In working and talking with senior leaders over the decades, I’ve learned that most senior executives say their companies are consumer centric. On the surface, there is evidence to support this thought. After all, most of these executives’ companies make products that are influenced by consumer insights and sell them to consumers, many of which seem loyal.
But upon further digging, what looks like consumer centricity is actually product centricity. And it makes sense: Many senior executives come from sales or financial backgrounds where the focus is on selling products and their job as senior executives is to deliver sales and profit. But in this pursuit of sales targets, overlaps, and answering quarterly to investors, many senior executives are too focused on growing the business so they neglect growing the brand or corporate consumer empathy. Again, it makes sense because the former shows more immediate results on which senior executives are judged, while the latter takes time to build and maintain. But there is no brand with enviable consumer loyalty, price inelasticity, and subsequent sales/profit that doesn’t have the culture of building consumer-centricity, empathy, and building the brand.
While the ultimate goal is to have a culture of consumer empathy, any company must start with being consumer centric before it can develop corporate empathy for the consumer. This is something that must start from the top down, not the bottom up. It’s hard to build a culture of any kind from the bottom up if it’s not championed by senior leadership. It’s perfectly okay if you don’t know everything about your consumer, only that you set the expectation that your companies and departments be consumer centric.
It’s hard to go on LinkedIn or read professional articles and not see quotes from Jeff Bezos or analyses of Amazon’s success. Most are centered around supply chain, pricing, product variety, and shipping/delivery, to name a few. But of all the stories, analyses, and examples I’ve seen, the one that explains Amazon’s success more than anything is the Bezos-led consumer obsession. Bezos even took the time during quarterly earnings reports to stress the non-quantifiable consumer centricity as the way Amazon will bring tremendous returns to investors:
We intend to build the world’s most customer-centric company. We hold as axiomatic that customers are perceptive and smart, and that brand image follows reality and not the other way around…I constantly remind our employees to be afraid, to wake up every morning terrified. Not of our competition, but of our customers. Our customers have made our business what it is, they are the ones with whom we have a relationship, and they are the ones to whom we owe a great obligation. And we consider them to be loyal to us—right up until the second that someone else offers them a better service.
There are many ways to center a business. You can be competitor focused, you can be product focused, you can be technology focused, you can be business model focused, and there are more. But in my view, obsessive customer focus is by far the most protective of day one vitality.
If we can arrange things in such a way that our interests are aligned with our customers, then in the long term that will work out really well for customers and it will work out really well for Amazon.
Do you recall the last time you put a stake in the ground like that? Have you stood up in front of your employees or investors and said the goal of your company is consumer centricity? If not, it will be difficult for your company to truly be consumer centric.
So what exactly does consumer centric mean? The best definition is from the IE Center for C-Centricity which calls it “a total company strategy that’s based on a deep understanding of consumers, is able to align the whole organization toward maximizing the consumer experience to drive sustainable growth.” This is different from being product centric, which in many cases, executives mistake for consumer centricity. Here’s a great comparison to determine if your company is consumer centric:
At first glance, the product-centric column can look very consumer centric. It takes the consumer into account in several areas. But the focus is still the product: the best product for the consumer, product profit centers, product features, etc. Most importantly, it’s an inside-out approach, which means the products are mostly top-down or internally directed, not the outside-in approach of the consumer centric column, which takes consumer solutions into account and involves the consumer every step of the way.
If you, as senior leaders, insist that the entire company take responsibility for the consumer, take the focus off the products, and work to create solutions that solve your consumers’ problems, you will be profitable.
If Amazon and other consumer-obsessed companies have proved anything, it’s that if you are consumer centric, the products, pricing, go-to-market strategy, operations, and ultimately profit all take shape around the consumer. To do otherwise keeps companies on the hamster wheel of constantly chasing short-term, unsustainable results. Yet reading through CEO’s remarks on scores of earnings calls raises the question of how many companies don’t have a consumer-centric culture that starts with the chief executives and instills throughout the organization.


What you are asked to do: Every entry must be repeated exactly in the answer.

Record set:
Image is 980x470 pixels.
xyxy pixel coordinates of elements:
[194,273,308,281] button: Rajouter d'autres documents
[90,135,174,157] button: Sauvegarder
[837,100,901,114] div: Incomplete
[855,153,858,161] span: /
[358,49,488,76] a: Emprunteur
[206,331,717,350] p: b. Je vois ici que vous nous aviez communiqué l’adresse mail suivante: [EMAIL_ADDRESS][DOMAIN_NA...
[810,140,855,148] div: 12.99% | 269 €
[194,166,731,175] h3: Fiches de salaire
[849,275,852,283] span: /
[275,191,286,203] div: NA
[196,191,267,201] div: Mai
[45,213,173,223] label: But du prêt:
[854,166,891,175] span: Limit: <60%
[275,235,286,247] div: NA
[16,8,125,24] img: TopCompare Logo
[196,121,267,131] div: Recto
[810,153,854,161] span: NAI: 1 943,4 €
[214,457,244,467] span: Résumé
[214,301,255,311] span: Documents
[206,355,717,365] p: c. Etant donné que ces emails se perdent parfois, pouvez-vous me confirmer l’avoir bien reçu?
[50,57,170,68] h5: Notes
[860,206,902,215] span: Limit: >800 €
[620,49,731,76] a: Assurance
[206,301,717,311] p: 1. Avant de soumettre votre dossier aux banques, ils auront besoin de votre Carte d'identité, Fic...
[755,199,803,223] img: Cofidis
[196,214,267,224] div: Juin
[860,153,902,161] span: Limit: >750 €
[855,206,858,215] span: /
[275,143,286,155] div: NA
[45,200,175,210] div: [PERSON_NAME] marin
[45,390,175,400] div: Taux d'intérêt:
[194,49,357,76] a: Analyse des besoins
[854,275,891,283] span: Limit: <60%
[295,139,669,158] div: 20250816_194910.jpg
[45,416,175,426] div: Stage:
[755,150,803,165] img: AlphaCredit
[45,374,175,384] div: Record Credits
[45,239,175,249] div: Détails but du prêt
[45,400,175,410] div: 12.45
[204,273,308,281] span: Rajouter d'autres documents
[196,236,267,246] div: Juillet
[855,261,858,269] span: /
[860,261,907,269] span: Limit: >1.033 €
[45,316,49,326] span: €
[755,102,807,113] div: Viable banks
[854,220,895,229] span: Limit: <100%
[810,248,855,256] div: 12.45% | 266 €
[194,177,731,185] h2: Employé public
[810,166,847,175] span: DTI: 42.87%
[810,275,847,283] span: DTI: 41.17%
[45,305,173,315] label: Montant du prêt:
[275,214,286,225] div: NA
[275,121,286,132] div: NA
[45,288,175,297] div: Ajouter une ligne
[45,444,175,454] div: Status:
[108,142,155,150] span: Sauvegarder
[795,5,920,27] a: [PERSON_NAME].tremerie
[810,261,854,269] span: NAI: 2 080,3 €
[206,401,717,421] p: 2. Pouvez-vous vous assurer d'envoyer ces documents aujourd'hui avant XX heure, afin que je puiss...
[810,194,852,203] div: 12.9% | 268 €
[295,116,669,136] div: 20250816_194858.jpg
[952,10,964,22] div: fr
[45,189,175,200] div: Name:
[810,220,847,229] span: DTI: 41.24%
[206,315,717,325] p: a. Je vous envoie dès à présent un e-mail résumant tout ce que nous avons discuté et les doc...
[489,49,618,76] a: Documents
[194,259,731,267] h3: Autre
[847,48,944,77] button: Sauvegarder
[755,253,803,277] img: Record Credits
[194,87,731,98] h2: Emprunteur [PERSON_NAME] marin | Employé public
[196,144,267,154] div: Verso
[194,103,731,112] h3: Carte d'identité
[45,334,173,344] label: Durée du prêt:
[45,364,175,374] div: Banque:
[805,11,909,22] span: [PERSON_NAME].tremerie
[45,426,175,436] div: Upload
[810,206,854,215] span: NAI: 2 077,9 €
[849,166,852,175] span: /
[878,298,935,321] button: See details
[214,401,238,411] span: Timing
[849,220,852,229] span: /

Problem solution:
Image is 980x470 pixels.
xyxy pixel coordinates of elements:
[194,273,308,281] button: Rajouter d'autres documents
[90,135,174,157] button: Sauvegarder
[837,100,901,114] div: Incomplete
[855,153,858,161] span: /
[358,49,488,76] a: Emprunteur
[206,331,717,350] p: b. Je vois ici que vous nous aviez communiqué l’adresse mail suivante: [EMAIL_ADDRESS][DOMAIN_NA...
[810,140,855,148] div: 12.99% | 269 €
[194,166,731,175] h3: Fiches de salaire
[849,275,852,283] span: /
[275,191,286,203] div: NA
[196,191,267,201] div: Mai
[45,213,173,223] label: But du prêt:
[854,166,891,175] span: Limit: <60%
[275,235,286,247] div: NA
[16,8,125,24] img: TopCompare Logo
[196,121,267,131] div: Recto
[810,153,854,161] span: NAI: 1 943,4 €
[214,457,244,467] span: Résumé
[214,301,255,311] span: Documents
[206,355,717,365] p: c. Etant donné que ces emails se perdent parfois, pouvez-vous me confirmer l’avoir bien reçu?
[50,57,170,68] h5: Notes
[860,206,902,215] span: Limit: >800 €
[620,49,731,76] a: Assurance
[206,301,717,311] p: 1. Avant de soumettre votre dossier aux banques, ils auront besoin de votre Carte d'identité, Fic...
[755,199,803,223] img: Cofidis
[196,214,267,224] div: Juin
[860,153,902,161] span: Limit: >750 €
[855,206,858,215] span: /
[275,143,286,155] div: NA
[45,200,175,210] div: [PERSON_NAME] marin
[45,390,175,400] div: Taux d'intérêt:
[194,49,357,76] a: Analyse des besoins
[854,275,891,283] span: Limit: <60%
[295,139,669,158] div: 20250816_194910.jpg
[45,416,175,426] div: Stage:
[755,150,803,165] img: AlphaCredit
[45,374,175,384] div: Record Credits
[45,239,175,249] div: Détails but du prêt
[45,400,175,410] div: 12.45
[204,273,308,281] span: Rajouter d'autres documents
[196,236,267,246] div: Juillet
[855,261,858,269] span: /
[860,261,907,269] span: Limit: >1.033 €
[45,316,49,326] span: €
[755,102,807,113] div: Viable banks
[854,220,895,229] span: Limit: <100%
[810,248,855,256] div: 12.45% | 266 €
[194,177,731,185] h2: Employé public
[810,166,847,175] span: DTI: 42.87%
[810,275,847,283] span: DTI: 41.17%
[45,305,173,315] label: Montant du prêt:
[275,214,286,225] div: NA
[275,121,286,132] div: NA
[45,288,175,297] div: Ajouter une ligne
[45,444,175,454] div: Status:
[108,142,155,150] span: Sauvegarder
[795,5,920,27] a: [PERSON_NAME].tremerie
[810,261,854,269] span: NAI: 2 080,3 €
[206,401,717,421] p: 2. Pouvez-vous vous assurer d'envoyer ces documents aujourd'hui avant XX heure, afin que je puiss...
[810,194,852,203] div: 12.9% | 268 €
[295,116,669,136] div: 20250816_194858.jpg
[952,10,964,22] div: fr
[45,189,175,200] div: Name:
[810,220,847,229] span: DTI: 41.24%
[206,315,717,325] p: a. Je vous envoie dès à présent un e-mail résumant tout ce que nous avons discuté et les doc...
[489,49,618,76] a: Documents
[194,259,731,267] h3: Autre
[847,48,944,77] button: Sauvegarder
[755,253,803,277] img: Record Credits
[194,87,731,98] h2: Emprunteur [PERSON_NAME] marin | Employé public
[196,144,267,154] div: Verso
[194,103,731,112] h3: Carte d'identité
[45,334,173,344] label: Durée du prêt:
[45,364,175,374] div: Banque:
[805,11,909,22] span: [PERSON_NAME].tremerie
[45,426,175,436] div: Upload
[810,206,854,215] span: NAI: 2 077,9 €
[849,166,852,175] span: /
[878,298,935,321] button: See details
[214,401,238,411] span: Timing
[849,220,852,229] span: /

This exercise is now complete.